Simply not true, at least not in the case of the QuickTime player. This issue is the subject of questions and answers almost every day on this and other Mac-related forums. Do a search. Without question, VLC and Mplayer will play these files. However, if you download and install the DivX Fusion QuickTime codec, you will be able to play them in the QuickTime player and just about every other QuickTime-compatible application. With the QT codecs I have installed, the QuickTime player will play just about every video I throw at it. The exception is Windows Media because I am not willing to pay for Flip4Mac when WMP 9 is free.Vasileios said:There is a large amount of videos, especially Divx that i can't watch with QT or WMP...

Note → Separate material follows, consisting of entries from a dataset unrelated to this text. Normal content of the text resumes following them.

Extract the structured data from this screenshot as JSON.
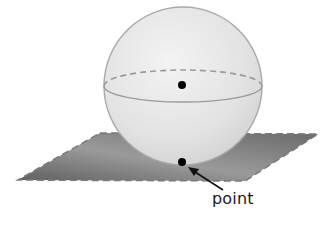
{
  "diagram": {
    "title": "",
    "type": "sphere-tangent-plane",
    "labels": {
      "point": "point"
    },
    "colors": {
      "background": "#ffffff",
      "plane_fill_dark": "#6e6e6e",
      "plane_fill_light": "#b0b0b0",
      "plane_edge": "#7a7a7a",
      "sphere_fill": "#e6e6e6",
      "sphere_edge": "#a9a9a9",
      "equator": "#9a9a9a",
      "point_fill": "#000000",
      "arrow": "#111111"
    },
    "elements": [
      {
        "name": "sphere",
        "description": "sphere resting on plane"
      },
      {
        "name": "equator",
        "description": "great circle; back half dashed, front half solid"
      },
      {
        "name": "center-point",
        "description": "dot at sphere center"
      },
      {
        "name": "plane",
        "description": "parallelogram with dashed edges"
      },
      {
        "name": "tangent-point",
        "description": "dot where sphere touches plane"
      },
      {
        "name": "arrow",
        "description": "arrow from label to tangent point"
      }
    ]
  }
}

Is there any other player that i should try...???
mac OS X 10.4.3
So get the AC3 decoder for QuickTime. What's so hard about that?road dog said:DivX QT component won't support AC3 decoding... and... even though not an official part of the DivX spec... many DivX files have AC3 audio instead of MP3.

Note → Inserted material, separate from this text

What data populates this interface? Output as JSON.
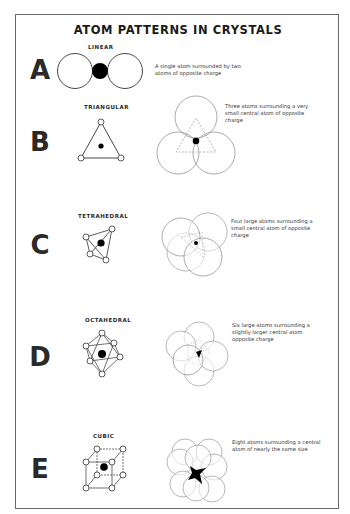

DivX won't add support for AC3 in their component, so QT will play back the video but the audio will be silent.
You still want VLC to play back, because it will playback AC3.
The advantage of the QuickTime codecs is that they work in virtually all QuickTime-compatible applications, not just the media players.Flying Llama said:Instead of searching around for all of these codecs, wouldn't it just be easier to use VLC and play any file imaginable, with support to a gazilion codecs right out of the box?
llama
MisterMe said:The advantage of the QuickTime codecs is that they work in virtually all QuickTime-compatible applications, not just the media players.
Cless said:So get the AC3 decoder for QuickTime. What's so hard about that?Granted, I still prefer VLC for playing back DivX files over QT (less overhead, ffmpeg is a more efficient decoder than DivX Fusion), but it's not like it's impossible.